Perempuán rescues the boy and takes him down on the platform to the very bottom of the Pit — below level 333, into territory the film implies is more purgatory than prison. Here she’s met by spirits of the dead, who tell her something crucial: the child must go back up. Children, it turns out, ascend when the platform rises. Perempuán’s sacrifice was, in a sense, unnecessary for the boy’s immediate survival — but it was absolutely necessary for her own soul’s redemption.

She sacrificed herself not because it was the logical move, but because it was the human one.

What Do the Children Symbolise?

The children in The Platform 2 function on three levels simultaneously:

1. Innocence entering a corrupt system. The administration knowingly introduces children into The Pit as part of its behavioural experiment. They’re not accidents — they’re variables. The film frames this as the ultimate indictment of systemic cruelty: a structure so broken that it deliberately places the vulnerable inside it just to observe what happens.

2. The future being inherited. The pyramid scene isn’t random. One child claws their way to the top — only to later appear at level 333, the place of death. The winner of a rigged game still loses. Whatever system these children grow into, it will crush them. That’s the film’s bleakest observation.

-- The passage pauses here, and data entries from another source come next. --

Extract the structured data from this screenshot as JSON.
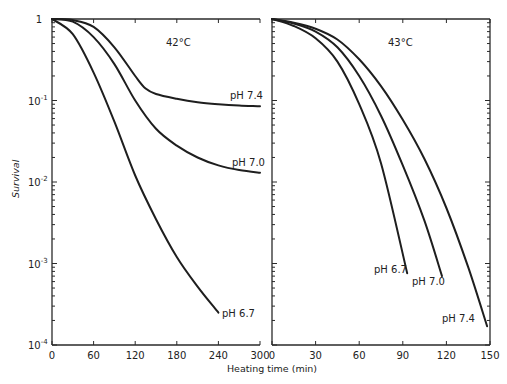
{
  "chart_data": [
    {
      "type": "line",
      "title": "42°C",
      "xlabel": "Heating time (min)",
      "ylabel": "Survival",
      "yscale": "log",
      "ylim": [
        0.0001,
        1
      ],
      "xlim": [
        0,
        300
      ],
      "xticks": [
        "0",
        "60",
        "120",
        "180",
        "240",
        "300"
      ],
      "yticks": [
        "1",
        "10^-1",
        "10^-2",
        "10^-3",
        "10^-4"
      ],
      "grid": false,
      "series": [
        {
          "name": "pH 7.4",
          "x": [
            0,
            30,
            60,
            90,
            120,
            135,
            150,
            180,
            210,
            240,
            270,
            300
          ],
          "values": [
            1.0,
            0.97,
            0.8,
            0.45,
            0.2,
            0.14,
            0.12,
            0.105,
            0.095,
            0.09,
            0.087,
            0.085
          ]
        },
        {
          "name": "pH 7.0",
          "x": [
            0,
            30,
            60,
            90,
            120,
            150,
            180,
            210,
            240,
            270,
            300
          ],
          "values": [
            1.0,
            0.93,
            0.6,
            0.28,
            0.1,
            0.045,
            0.028,
            0.02,
            0.016,
            0.014,
            0.013
          ]
        },
        {
          "name": "pH 6.7",
          "x": [
            0,
            30,
            60,
            90,
            120,
            150,
            180,
            210,
            240
          ],
          "values": [
            1.0,
            0.65,
            0.22,
            0.055,
            0.012,
            0.0035,
            0.0012,
            0.00052,
            0.00025
          ]
        }
      ]
    },
    {
      "type": "line",
      "title": "43°C",
      "xlabel": "Heating time (min)",
      "ylabel": "Survival",
      "yscale": "log",
      "ylim": [
        0.0001,
        1
      ],
      "xlim": [
        0,
        150
      ],
      "xticks": [
        "0",
        "30",
        "60",
        "90",
        "120",
        "150"
      ],
      "yticks": [
        "1",
        "10^-1",
        "10^-2",
        "10^-3",
        "10^-4"
      ],
      "grid": false,
      "series": [
        {
          "name": "pH 6.7",
          "x": [
            0,
            15,
            30,
            45,
            60,
            75,
            93
          ],
          "values": [
            1.0,
            0.82,
            0.58,
            0.3,
            0.09,
            0.017,
            0.00076
          ]
        },
        {
          "name": "pH 7.0",
          "x": [
            0,
            15,
            30,
            45,
            60,
            75,
            90,
            105,
            117
          ],
          "values": [
            1.0,
            0.88,
            0.7,
            0.45,
            0.2,
            0.065,
            0.016,
            0.0033,
            0.0007
          ]
        },
        {
          "name": "pH 7.4",
          "x": [
            0,
            15,
            30,
            45,
            60,
            75,
            90,
            105,
            120,
            135,
            148
          ],
          "values": [
            1.0,
            0.9,
            0.76,
            0.56,
            0.32,
            0.15,
            0.058,
            0.019,
            0.0048,
            0.0009,
            0.00017
          ]
        }
      ]
    }
  ],
  "labels": {
    "ylabel": "Survival",
    "xlabel": "Heating time (min)",
    "left_title": "42°C",
    "right_title": "43°C",
    "y_one": "1",
    "y_base": "10",
    "y_exp": [
      "-1",
      "-2",
      "-3",
      "-4"
    ],
    "left_xticks": [
      "0",
      "60",
      "120",
      "180",
      "240",
      "300"
    ],
    "right_xticks": [
      "0",
      "30",
      "60",
      "90",
      "120",
      "150"
    ],
    "left_series": [
      "pH 7.4",
      "pH 7.0",
      "pH 6.7"
    ],
    "right_series": [
      "pH 6.7",
      "pH 7.0",
      "pH 7.4"
    ]
  }
}
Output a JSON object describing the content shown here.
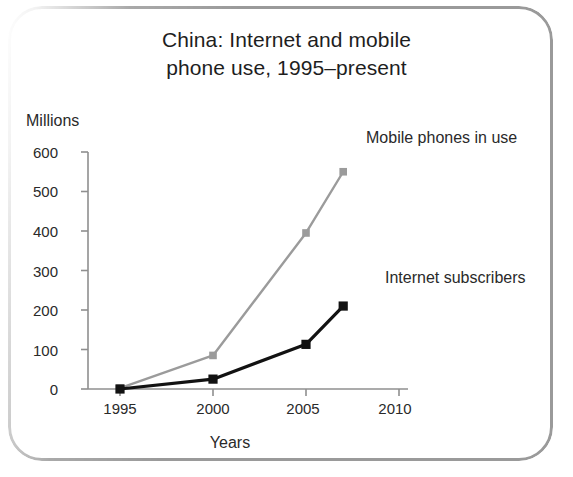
{
  "chart_data": {
    "type": "line",
    "title": "China: Internet and mobile phone use, 1995–present",
    "title_line1": "China: Internet and mobile",
    "title_line2": "phone use, 1995–present",
    "xlabel": "Years",
    "ylabel": "Millions",
    "ylim": [
      0,
      600
    ],
    "xlim": [
      1994,
      2011
    ],
    "grid": false,
    "legend_position": "inline-right",
    "ytick_labels": [
      "600",
      "500",
      "400",
      "300",
      "200",
      "100",
      "0"
    ],
    "ytick_values": [
      600,
      500,
      400,
      300,
      200,
      100,
      0
    ],
    "xtick_labels": [
      "1995",
      "2000",
      "2005",
      "2010"
    ],
    "xtick_values": [
      1995,
      2000,
      2005,
      2010
    ],
    "x": [
      1995,
      2000,
      2005,
      2007
    ],
    "series": [
      {
        "name": "Mobile phones in use",
        "color": "#9b9b9b",
        "marker": "square",
        "values": [
          2,
          85,
          395,
          550
        ]
      },
      {
        "name": "Internet subscribers",
        "color": "#121212",
        "marker": "square",
        "values": [
          0,
          25,
          113,
          210
        ]
      }
    ],
    "annotations": [
      {
        "text": "Mobile phones in use",
        "series": "Mobile phones in use"
      },
      {
        "text": "Internet subscribers",
        "series": "Internet subscribers"
      }
    ],
    "colors": {
      "axis": "#8f8f8f",
      "text": "#2a2a2a",
      "frame": "#9a9a9a",
      "background": "#ffffff"
    }
  }
}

3. Hope, despite everything. And yet — Perempuán acts. She sees a child in danger and chooses sacrifice over self-preservation. The film doesn’t promise the child’s life will be better, but the act of choosing him matters. That’s the film’s only genuine flicker of warmth.

The Mid-Credits Twist: Where Does This Connect to Film One?

Here’s where things get genuinely clever. The mid-credits sequence shows other adult prisoners doing what Perempuán did — taking children down on the platform. Some protect the child. Others abandon them at the bottom to save themselves. One of the adults shown doing this is Goreng — the protagonist of the original The Platform.

And then the kicker: Perempuán walks out of the darkness and encounters Goreng. They hug. She asks, “What are you doing here?” He says nothing, but the implication is massive.

The Platform 2 is a prequel — or at least runs parallel to events before the first film. Trimagasi (who died in The Platform) appears alive here, confirming the timeline. Perempuán was apparently Goreng’s girlfriend, referenced but never seen in the original. The ending of The Platform 2 loops directly into the opening conditions of The Platform 1.

The cycle doesn’t break. It restarts.

Key Events Timeline

EventWhat It Means
Perempuán arrives at The PitProtagonist introduced; new food law in effect
Children appear in pyramid sequencesSymbol of societal conditioning from birth
Perempuán fakes her deathPivotal act of agency in a system designed to break you
She rescues the child at level 333Redemption arc — choosing the vulnerable over self
Spirits tell her the child ascendsThe child was always going to survive; she gave herself away anyway
Mid-credits: Goreng appearsConfirms Platform 2 is a prequel/parallel story to Platform 1
Perempuán and Goreng reuniteEmotional closure — and the cycle begins again

Will There Be a Platform 3?

Honestly? The mid-credits scene feels deliberately engineered to leave that door open. The franchise has now established itself as a kind of anthology universe — same Pit, different inmates, different moral dilemmas. Whether Netflix orders a third film likely depends on how Platform 2 performs globally, but the story structure absolutely supports continuation.

Binge Score

CategoryScore
Story7/10
Pacing6/10
Acting8/10
Rewatch Value6/10

Verdict: The Platform 2 doesn’t quite recapture the suffocating dread of the original, but Milena Smit anchors it with a performance that earns every bit of its emotional payoff. The children subplot is where the film finds its real teeth — and its heart.

You May Also Like

  1. The Platform (2020) — Netflix — Obviously. The prequel-that’s-a-sequel connection makes this a mandatory rewatch with fresh eyes.
  2. Snowpiercer (2013) — Available on OTT platforms — Class warfare on a train; same vertical hierarchy, same brutal satire of how societies consume their own.
  3. Squid Game (2021) — Netflix — If you’re into games that weaponise childhood innocence and expose systemic rot, this remains the gold standard.